Biscuit tins are utilitarian or decorative containers used to package and sell biscuits (such as those served during tea) and some confectionery. They are commonly found in households in the United Kingdom and Commonwealth countries, but also on continental Europe and French Canada. Popularity in the United States and English Canada spread later in the 20th century.
Because of their attractive appearance, biscuit tins have often been used by charities and by some visitor attractions as fundraising devices since the value of the biscuits in a biscuit tin is substantially less than the price that many customers will happily pay for a tin of biscuits.

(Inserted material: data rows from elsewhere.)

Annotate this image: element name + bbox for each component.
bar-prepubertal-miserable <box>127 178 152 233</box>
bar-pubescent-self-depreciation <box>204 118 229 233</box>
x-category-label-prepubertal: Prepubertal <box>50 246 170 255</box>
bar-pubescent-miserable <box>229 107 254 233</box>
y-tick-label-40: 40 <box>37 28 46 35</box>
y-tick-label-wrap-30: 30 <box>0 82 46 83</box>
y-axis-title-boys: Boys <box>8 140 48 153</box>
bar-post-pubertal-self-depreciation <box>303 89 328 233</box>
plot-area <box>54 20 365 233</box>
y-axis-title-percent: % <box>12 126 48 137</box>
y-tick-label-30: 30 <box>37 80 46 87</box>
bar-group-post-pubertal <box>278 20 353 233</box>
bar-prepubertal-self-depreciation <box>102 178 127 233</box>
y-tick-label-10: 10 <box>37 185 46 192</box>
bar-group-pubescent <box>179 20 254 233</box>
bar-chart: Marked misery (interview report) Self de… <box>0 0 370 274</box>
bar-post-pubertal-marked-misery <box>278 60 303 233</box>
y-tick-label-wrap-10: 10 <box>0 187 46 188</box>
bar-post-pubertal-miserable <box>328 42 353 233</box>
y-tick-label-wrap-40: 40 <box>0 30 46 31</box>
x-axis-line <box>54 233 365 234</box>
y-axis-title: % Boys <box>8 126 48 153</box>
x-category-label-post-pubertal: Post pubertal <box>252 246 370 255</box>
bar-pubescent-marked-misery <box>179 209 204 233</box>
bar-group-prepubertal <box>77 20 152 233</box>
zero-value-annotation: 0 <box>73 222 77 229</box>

Biscuit tins are steel cans made of tin plate. This consists of steel sheets thinly coated with tin. The sheets are then bent to shape. By about 1850 Britain had become the dominant world supplier of tin plate, through a combination of technical innovation and political control over most of the suppliers of tin ore. Biscuit tin manufacture was a small but prestigious part of the vast industry of tin plate production, which saw a huge increase in demand in the 19th century was directly related to the growing industrialisation of food production, by increasingly sophisticated methods of preservation and the requirements made by changing methods of distribution.

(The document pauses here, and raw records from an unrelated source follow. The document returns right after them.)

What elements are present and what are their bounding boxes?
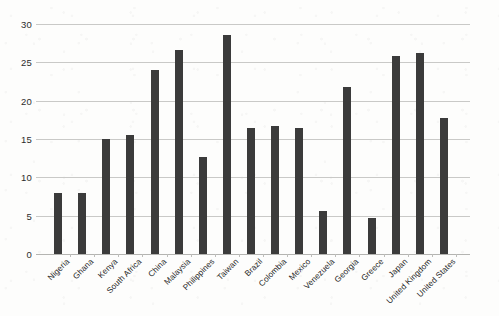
y-tick-label-25: 25 — [0, 57, 32, 68]
bar — [223, 35, 231, 254]
x-axis-tick-labels: NigeriaGhanaKenyaSouth AfricaChinaMalays… — [36, 257, 499, 316]
bar — [126, 135, 134, 254]
x-tick-label: Nigeria — [46, 257, 71, 282]
bar — [54, 193, 62, 254]
bar — [368, 218, 376, 254]
bar — [151, 70, 159, 254]
bar-chart: 051015202530 NigeriaGhanaKenyaSouth Afri… — [0, 0, 499, 316]
x-tick-label: Taiwan — [215, 257, 240, 282]
y-tick-label-20: 20 — [0, 95, 32, 106]
bar — [295, 128, 303, 255]
bar — [343, 87, 351, 254]
x-tick-label: China — [146, 257, 168, 279]
bar — [271, 126, 279, 254]
x-tick-label: Greece — [359, 257, 385, 283]
bar — [440, 118, 448, 254]
bars-series — [36, 24, 470, 254]
y-tick-label-15: 15 — [0, 134, 32, 145]
x-tick-label: Brazil — [243, 257, 264, 278]
bar — [78, 193, 86, 254]
y-axis-tick-labels: 051015202530 — [0, 24, 32, 254]
y-tick-label-10: 10 — [0, 172, 32, 183]
y-tick-label-30: 30 — [0, 19, 32, 30]
plot-area — [36, 24, 470, 254]
bar — [175, 50, 183, 254]
y-tick-label-0: 0 — [0, 249, 32, 260]
x-tick-label: Georgia — [333, 257, 360, 284]
bar — [319, 211, 327, 254]
y-tick-label-5: 5 — [0, 210, 32, 221]
x-tick-label: Ghana — [71, 257, 95, 281]
bar — [102, 139, 110, 254]
bar — [199, 157, 207, 254]
x-tick-label: Japan — [386, 257, 408, 279]
bar — [247, 128, 255, 254]
bar — [416, 53, 424, 254]
bar — [392, 56, 400, 254]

The British biscuit tin came about when the Licensed Grocer's Act of 1861 allowed groceries to be individually packaged and sold. Coinciding with the removal of the duty on paper for printed labels, printing directly on to tinplate became common. The new process of offset lithography, patented in 1877 allowed multicoloured designs to be printed on to exotically shaped tins.

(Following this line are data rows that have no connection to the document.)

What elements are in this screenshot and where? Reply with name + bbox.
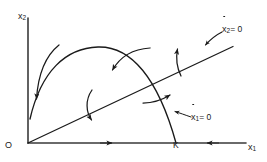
x1-nullcline-curve — [30, 47, 176, 143]
flow-arrows-group — [37, 45, 220, 143]
x2-nullcline-label-dot-icon — [223, 16, 225, 18]
y-axis-label-sub: 2 — [23, 14, 27, 21]
y-axis-label: x2 — [18, 6, 26, 22]
x2-nullcline-leader-arrow — [206, 32, 223, 45]
x1-nullcline-leader-arrow — [175, 112, 191, 118]
x2-nullcline-label-eq: = 0 — [230, 24, 242, 34]
axes-group — [28, 18, 246, 143]
point-k-label: K — [173, 141, 179, 150]
x2-nullcline-label-base: x — [222, 24, 227, 34]
x1-nullcline-label-eq: = 0 — [199, 112, 211, 122]
x1-nullcline-label-dot-icon — [192, 104, 194, 106]
x2-nullcline-label: x2= 0 — [222, 19, 242, 35]
x-axis-label: x1 — [248, 137, 256, 153]
phase-plane-figure: x2 x1 O K x2= 0 x1= 0 — [0, 0, 267, 162]
x1-nullcline-label: x1= 0 — [191, 107, 211, 123]
x-axis-label-sub: 1 — [253, 145, 257, 152]
origin-label: O — [5, 141, 12, 150]
x2-nullcline-line — [28, 47, 233, 144]
flow-arrow-near-k — [143, 95, 170, 103]
x1-nullcline-label-base: x — [191, 112, 196, 122]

The earliest decorated biscuit tin was commissioned in 1868 by Huntley & Palmers from the London firm of De La Rue to a design by Owen Jones. Early methods of printing included the transfer process (essentially the method used to decorate porcelain and pottery since about 1750) and the direct lithographic process, which involved laying an inked stone directly on to a sheet of tin. Its disadvantage was that correct colour registration was difficult. The breakthrough in decorative tin plate production was the invention of the offset lithographic process. It consists of bringing a sheet of rubber into contact with the decorated stone, and then setting-off the impression so obtained upon the metal surface. The advantages over previous methods of printing were that any number of colours could be used, correctly positioned, and applied to an uneven surface if necessary. Thus the elaborately embossed, colourful designs that were such a feature of the late Victorian biscuit tin industry became technically possible.